Pressed by Grattan's Patriot rival, Henry Flood, and by renewed Volunteer agitation led from Belfast, Westminster followed this up in April 1783 with an act to remove and prevent "all doubts which have arisen, or might arise, concerning the exclusive rights of the parliament and courts of Ireland" (23 George 3 c.28: Irish Appeals Act). Commonly known as the Renunciation Act, in order to "to secure to the people of Ireland the rights claimed by them to be bound only by laws enacted by his Majesty and the parliament of that kingdom" it declared that no appeal from the decision of any court in Ireland could be heard in any court in Great Britain.

This had been a cause in which powerful borough-owning families in Parliament had been content to present themselves as patriots. Legislative independence cost them nothing, and might in time increase the value, and therefore the price, of the votes they controlled in the Commons.

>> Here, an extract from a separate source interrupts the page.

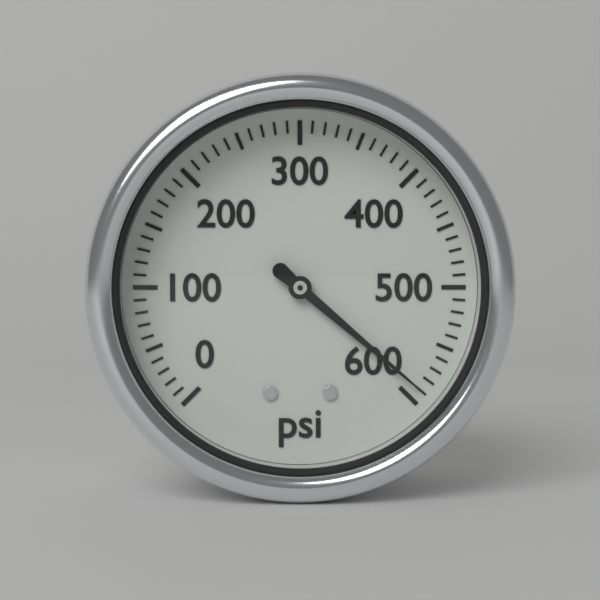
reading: 590 psi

They were to take a different view of parliamentary reform.

Rejection of parliamentary reform

In November 1783, Volunteers again converged upon Dublin proposing to correct "certain manifest perversions of parliamentary representation". A bill, which Flood presented to the Commons dressed in his Volunteer uniform, would have enlarged the boundaries of "decayed boroughs", modestly extending a still exclusively Protestant freehold franchise, excluded government office-holders from the Commons, and introduced three, as opposed to eight, year parliaments. Conscious that, having accepted defeat in America, Britain could again spare troops for Ireland and extend its outlays for Crown patronage, Flood's parliamentary colleagues were not intimidated. Under the "Constitution of 1782", the Ancien régime of Protestant ascendancy and Vice-regal administration adapted and survived.

In 1791, the new formed Society of United Irishmen in Belfast published An Argument on behalf of the Catholics of Ireland. With an eventual print-run of 16,000, in Ireland only Thomas Paine's Rights of Man surpassed it in circulation. The author, the Protestant secretary of the Catholic Committee in Dublin, Wolfe Tone, argued the "Revolution of 1782" had proved "imaginary" because at the crucial juncture the Volunteer movement had split on the question of Catholic emancipation. Only by rallying the Catholics to the national cause, would they have had the strength to force through more substantial constitutional reform. The choice was clear: either "Reform, the Catholics, justice and liberty" or "an unconditional submission to the present, and every future administration".

In 1793, the Patriot leader was able to carry the re-admission of Catholics to the unreformed franchise, and to civil and military offices. But this had been possible only following the Catholic Committee's unprecedented success in convening an elected Catholic Convention (the "Back Lane Parliament") in Dublin and in having a delegation received by the King and his ministers in London. In advance of war with the French Republic, the priority of the British government was domestic tranquility. For a measure that could have little appreciable impact on the conduct of government, the price for overriding Ascendancy opposition in the Irish Parliament was the dissolution of the Catholic Committee, a new government militia that conscripted Catholic and Protestant by lot, and a Convention Act that, outlawing "the election or appointment of assemblies purporting to represent the people", suppressed extra-parliamentary opposition. A result was the formation of the United Irishmen and, under growing government repression, a republican conspiracy that, in hopes of French assistance, broke into open rebellion in 1798.

The British government, which had had to deploy its own forces to suppress the rebellion and to turn back and defeat French intervention, determined upon a union with Great Britain. With effect from 1 January 1801, Acts of Union abolished the Irish legislature and transferred Ireland's still exclusively Protestant representation to the Parliament at Westminster.

See also

  • Irish House of Commons
  • Irish House of Lords

References

  • "The Constitution of 1782" in Bartlett, Thomas. Ireland: A History. Cambridge: Cambridge University Press, 2010.